Word of the Day Archive
Sunday April 27, 2003

outré \oo-TRAY\ , adjective:
Unconventional; eccentric; bizarre.

This seven-year-old house of outré culture is the kind of place you can shop for a sculpture made out of working flamethrowers, videocassettes of underground movies, computer-generated art or a cute robot
-- David Sturm, "Berlin's Green Man, Running for Life", Washington Post, June 14, 1998

The area is tamer than in its bohemian heyday, but the outré spirit survives.
-- Brian C. Mooney and Rosemary Lappin, "Galleries of the Gods", Boston Globe, August 25, 1996

McCarthy cast herself as the rule breaker, the outré intellectual woman who emerged from an eccentric and rebellious past.
-- Ann Hulbert, "Keeping Score", New York Times, October 26, 1997

Unless you head for Harajuku, the heart of hip, where being outré is a requirement. Harajuku is home to Raggedy Ann wannabes, Elvis impersonators and Japanese punks, all turned out to attract attention.
-- Stephanie Strom, "Tokyo", New York Times, September 26, 1999

Outré comes from French, from the past participle of outer, "to exaggerate, to go beyond," from Latin ultra, "beyond."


Goal of the exercise: An exact reproduction of all the data is needed, with no images in it.

** Opening Entries provided block **

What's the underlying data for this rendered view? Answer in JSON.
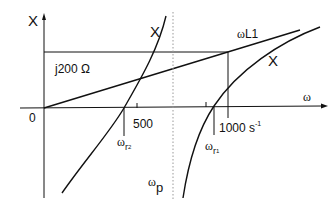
{
  "diagram": {
    "y_axis_label": "X",
    "x_axis_label": "ω",
    "origin_label": "0",
    "reference_line_label": "j200 Ω",
    "line_label_prefix": "ω",
    "line_label": "L1",
    "curve_left_label": "X",
    "curve_right_label": "X",
    "tick_500": "500",
    "tick_1000": "1000 s",
    "tick_1000_sup": "-1",
    "omega_r2": {
      "prefix": "ω",
      "sub": "r",
      "subsub": "2"
    },
    "omega_r1": {
      "prefix": "ω",
      "sub": "r",
      "subsub": "1"
    },
    "omega_p": {
      "prefix": "ω",
      "sub": "p"
    },
    "colors": {
      "stroke": "#111111",
      "dotted": "#999999",
      "background": "#ffffff"
    }
  }
}
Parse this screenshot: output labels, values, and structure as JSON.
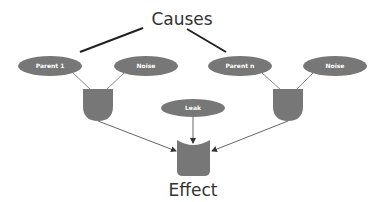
{
  "diagram": {
    "title": "Causes",
    "effect_label": "Effect",
    "nodes": {
      "parent1": {
        "label": "Parent 1"
      },
      "noise1": {
        "label": "Noise"
      },
      "parentn": {
        "label": "Parent n"
      },
      "noise2": {
        "label": "Noise"
      },
      "leak": {
        "label": "Leak"
      }
    },
    "colors": {
      "node_fill": "#777777",
      "line": "#777777",
      "cause_line": "#222222",
      "text": "#333333",
      "background": "#ffffff"
    }
  }
}
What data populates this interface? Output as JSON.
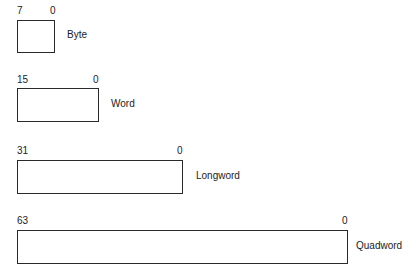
{
  "diagram": {
    "units": [
      {
        "name": "Byte",
        "high_bit": "7",
        "low_bit": "0"
      },
      {
        "name": "Word",
        "high_bit": "15",
        "low_bit": "0"
      },
      {
        "name": "Longword",
        "high_bit": "31",
        "low_bit": "0"
      },
      {
        "name": "Quadword",
        "high_bit": "63",
        "low_bit": "0"
      }
    ],
    "colors": {
      "line": "#2a2a2a",
      "text": "#222222",
      "background": "#ffffff"
    }
  }
}
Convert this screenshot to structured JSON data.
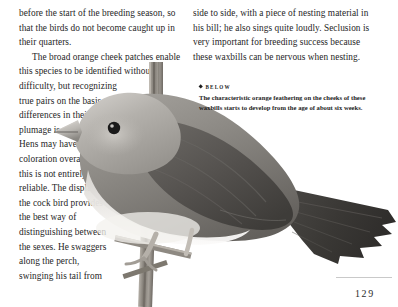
{
  "page": {
    "folio": "129",
    "background_color": "#ffffff",
    "text_color": "#262626"
  },
  "left_column": {
    "para_continued": "before the start of the breeding season, so that the birds do not become caught up in their quarters.",
    "para_wide": "The broad orange cheek patches enable this species to be identified without difficulty, but recognizing",
    "para_narrow": "true pairs on the basis of differences in their plumage is very difficult. Hens may have paler coloration overall, but this is not entirely reliable. The display of the cock bird provides the best way of distinguishing between the sexes. He swaggers along the perch, swinging his tail from"
  },
  "right_column": {
    "para_continued": "side to side, with a piece of nesting material in his bill; he also sings quite loudly. Seclusion is very important for breeding success because these waxbills can be nervous when nesting."
  },
  "caption": {
    "bullet": "diamond-bullet",
    "label": "BELOW",
    "body": "The characteristic orange feathering on the cheeks of these waxbills starts to develop from the age of about six weeks."
  },
  "photograph": {
    "subject": "waxbill-perched-on-branch",
    "treatment": "grayscale",
    "colors": {
      "body_light": "#c9c6c2",
      "body_mid": "#9a9792",
      "body_dark": "#6e6b67",
      "wing_dark": "#4a4845",
      "tail_dark": "#3b3936",
      "belly_pale": "#eceae6",
      "perch": "#8d8880",
      "eye": "#1a1a1a"
    }
  }
}
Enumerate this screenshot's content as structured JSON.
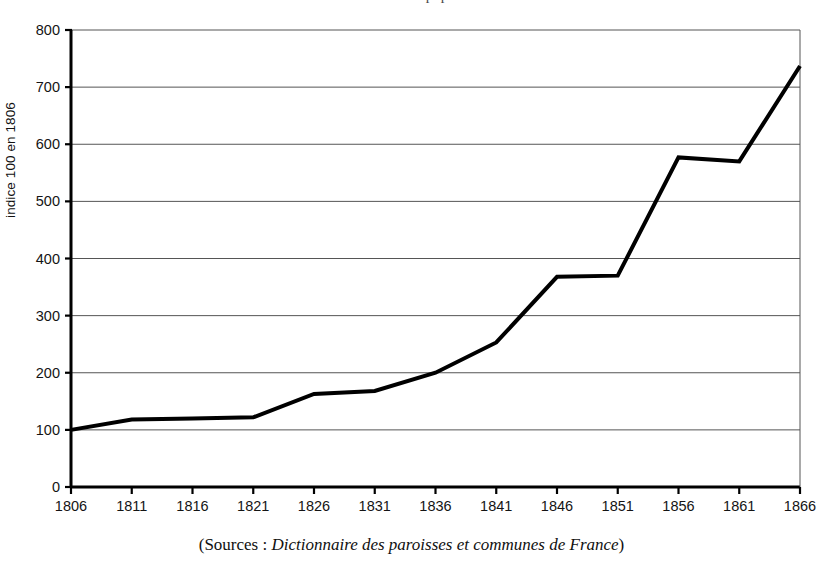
{
  "figure": {
    "title_partial": "évolution de la population",
    "ylabel": "indice 100 en 1806",
    "caption_prefix": "(Sources :",
    "caption_italic": "Dictionnaire des paroisses et communes de France",
    "caption_suffix": ")"
  },
  "chart_data": {
    "type": "line",
    "title": "évolution de la population",
    "xlabel": "",
    "ylabel": "indice 100 en 1806",
    "categories": [
      "1806",
      "1811",
      "1816",
      "1821",
      "1826",
      "1831",
      "1836",
      "1841",
      "1846",
      "1851",
      "1856",
      "1861",
      "1866"
    ],
    "x": [
      1806,
      1811,
      1816,
      1821,
      1826,
      1831,
      1836,
      1841,
      1846,
      1851,
      1856,
      1861,
      1866
    ],
    "values": [
      100,
      118,
      120,
      122,
      163,
      168,
      200,
      253,
      368,
      370,
      577,
      570,
      737
    ],
    "xlim": [
      1806,
      1866
    ],
    "ylim": [
      0,
      800
    ],
    "yticks": [
      0,
      100,
      200,
      300,
      400,
      500,
      600,
      700,
      800
    ],
    "xticks": [
      1806,
      1811,
      1816,
      1821,
      1826,
      1831,
      1836,
      1841,
      1846,
      1851,
      1856,
      1861,
      1866
    ],
    "ytick_labels": [
      "0",
      "100",
      "200",
      "300",
      "400",
      "500",
      "600",
      "700",
      "800"
    ],
    "xtick_labels": [
      "1806",
      "1811",
      "1816",
      "1821",
      "1826",
      "1831",
      "1836",
      "1841",
      "1846",
      "1851",
      "1856",
      "1861",
      "1866"
    ],
    "grid": "horizontal",
    "legend": null,
    "line_color": "#000000",
    "line_width": 4,
    "series": [
      {
        "name": "indice population",
        "values": [
          100,
          118,
          120,
          122,
          163,
          168,
          200,
          253,
          368,
          370,
          577,
          570,
          737
        ]
      }
    ]
  },
  "axes": {
    "ytick_labels": [
      "800",
      "700",
      "600",
      "500",
      "400",
      "300",
      "200",
      "100",
      "0"
    ],
    "xtick_labels": [
      "1806",
      "1811",
      "1816",
      "1821",
      "1826",
      "1831",
      "1836",
      "1841",
      "1846",
      "1851",
      "1856",
      "1861",
      "1866"
    ]
  },
  "colors": {
    "line": "#000000",
    "grid": "#555555",
    "axis": "#000000",
    "background": "#ffffff"
  }
}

** Closing Entries provided block **

Finished exercise:
What's the underlying data for this rendered view? Answer in JSON.
{
  "diagram": {
    "y_axis_label": "X",
    "x_axis_label": "ω",
    "origin_label": "0",
    "reference_line_label": "j200 Ω",
    "line_label_prefix": "ω",
    "line_label": "L1",
    "curve_left_label": "X",
    "curve_right_label": "X",
    "tick_500": "500",
    "tick_1000": "1000 s",
    "tick_1000_sup": "-1",
    "omega_r2": {
      "prefix": "ω",
      "sub": "r",
      "subsub": "2"
    },
    "omega_r1": {
      "prefix": "ω",
      "sub": "r",
      "subsub": "1"
    },
    "omega_p": {
      "prefix": "ω",
      "sub": "p"
    },
    "colors": {
      "stroke": "#111111",
      "dotted": "#999999",
      "background": "#ffffff"
    }
  }
}
Parse this screenshot: output labels, values, and structure as JSON.
{
  "diagram": {
    "title": "Causes",
    "effect_label": "Effect",
    "nodes": {
      "parent1": {
        "label": "Parent 1"
      },
      "noise1": {
        "label": "Noise"
      },
      "parentn": {
        "label": "Parent n"
      },
      "noise2": {
        "label": "Noise"
      },
      "leak": {
        "label": "Leak"
      }
    },
    "colors": {
      "node_fill": "#777777",
      "line": "#777777",
      "cause_line": "#222222",
      "text": "#333333",
      "background": "#ffffff"
    }
  }
}
What data populates this interface? Output as JSON.
{
  "diagram": {
    "units": [
      {
        "name": "Byte",
        "high_bit": "7",
        "low_bit": "0"
      },
      {
        "name": "Word",
        "high_bit": "15",
        "low_bit": "0"
      },
      {
        "name": "Longword",
        "high_bit": "31",
        "low_bit": "0"
      },
      {
        "name": "Quadword",
        "high_bit": "63",
        "low_bit": "0"
      }
    ],
    "colors": {
      "line": "#2a2a2a",
      "text": "#222222",
      "background": "#ffffff"
    }
  }
}
Convert this screenshot to structured JSON data.
{
  "page": {
    "folio": "129",
    "background_color": "#ffffff",
    "text_color": "#262626"
  },
  "left_column": {
    "para_continued": "before the start of the breeding season, so that the birds do not become caught up in their quarters.",
    "para_wide": "The broad orange cheek patches enable this species to be identified without difficulty, but recognizing",
    "para_narrow": "true pairs on the basis of differences in their plumage is very difficult. Hens may have paler coloration overall, but this is not entirely reliable. The display of the cock bird provides the best way of distinguishing between the sexes. He swaggers along the perch, swinging his tail from"
  },
  "right_column": {
    "para_continued": "side to side, with a piece of nesting material in his bill; he also sings quite loudly. Seclusion is very important for breeding success because these waxbills can be nervous when nesting."
  },
  "caption": {
    "bullet": "diamond-bullet",
    "label": "BELOW",
    "body": "The characteristic orange feathering on the cheeks of these waxbills starts to develop from the age of about six weeks."
  },
  "photograph": {
    "subject": "waxbill-perched-on-branch",
    "treatment": "grayscale",
    "colors": {
      "body_light": "#c9c6c2",
      "body_mid": "#9a9792",
      "body_dark": "#6e6b67",
      "wing_dark": "#4a4845",
      "tail_dark": "#3b3936",
      "belly_pale": "#eceae6",
      "perch": "#8d8880",
      "eye": "#1a1a1a"
    }
  }
}
Enumerate this screenshot's content as structured JSON.
{
  "figure": {
    "title_partial": "évolution de la population",
    "ylabel": "indice 100 en 1806",
    "caption_prefix": "(Sources :",
    "caption_italic": "Dictionnaire des paroisses et communes de France",
    "caption_suffix": ")"
  },
  "chart_data": {
    "type": "line",
    "title": "évolution de la population",
    "xlabel": "",
    "ylabel": "indice 100 en 1806",
    "categories": [
      "1806",
      "1811",
      "1816",
      "1821",
      "1826",
      "1831",
      "1836",
      "1841",
      "1846",
      "1851",
      "1856",
      "1861",
      "1866"
    ],
    "x": [
      1806,
      1811,
      1816,
      1821,
      1826,
      1831,
      1836,
      1841,
      1846,
      1851,
      1856,
      1861,
      1866
    ],
    "values": [
      100,
      118,
      120,
      122,
      163,
      168,
      200,
      253,
      368,
      370,
      577,
      570,
      737
    ],
    "xlim": [
      1806,
      1866
    ],
    "ylim": [
      0,
      800
    ],
    "yticks": [
      0,
      100,
      200,
      300,
      400,
      500,
      600,
      700,
      800
    ],
    "xticks": [
      1806,
      1811,
      1816,
      1821,
      1826,
      1831,
      1836,
      1841,
      1846,
      1851,
      1856,
      1861,
      1866
    ],
    "ytick_labels": [
      "0",
      "100",
      "200",
      "300",
      "400",
      "500",
      "600",
      "700",
      "800"
    ],
    "xtick_labels": [
      "1806",
      "1811",
      "1816",
      "1821",
      "1826",
      "1831",
      "1836",
      "1841",
      "1846",
      "1851",
      "1856",
      "1861",
      "1866"
    ],
    "grid": "horizontal",
    "legend": null,
    "line_color": "#000000",
    "line_width": 4,
    "series": [
      {
        "name": "indice population",
        "values": [
          100,
          118,
          120,
          122,
          163,
          168,
          200,
          253,
          368,
          370,
          577,
          570,
          737
        ]
      }
    ]
  },
  "axes": {
    "ytick_labels": [
      "800",
      "700",
      "600",
      "500",
      "400",
      "300",
      "200",
      "100",
      "0"
    ],
    "xtick_labels": [
      "1806",
      "1811",
      "1816",
      "1821",
      "1826",
      "1831",
      "1836",
      "1841",
      "1846",
      "1851",
      "1856",
      "1861",
      "1866"
    ]
  },
  "colors": {
    "line": "#000000",
    "grid": "#555555",
    "axis": "#000000",
    "background": "#ffffff"
  }
}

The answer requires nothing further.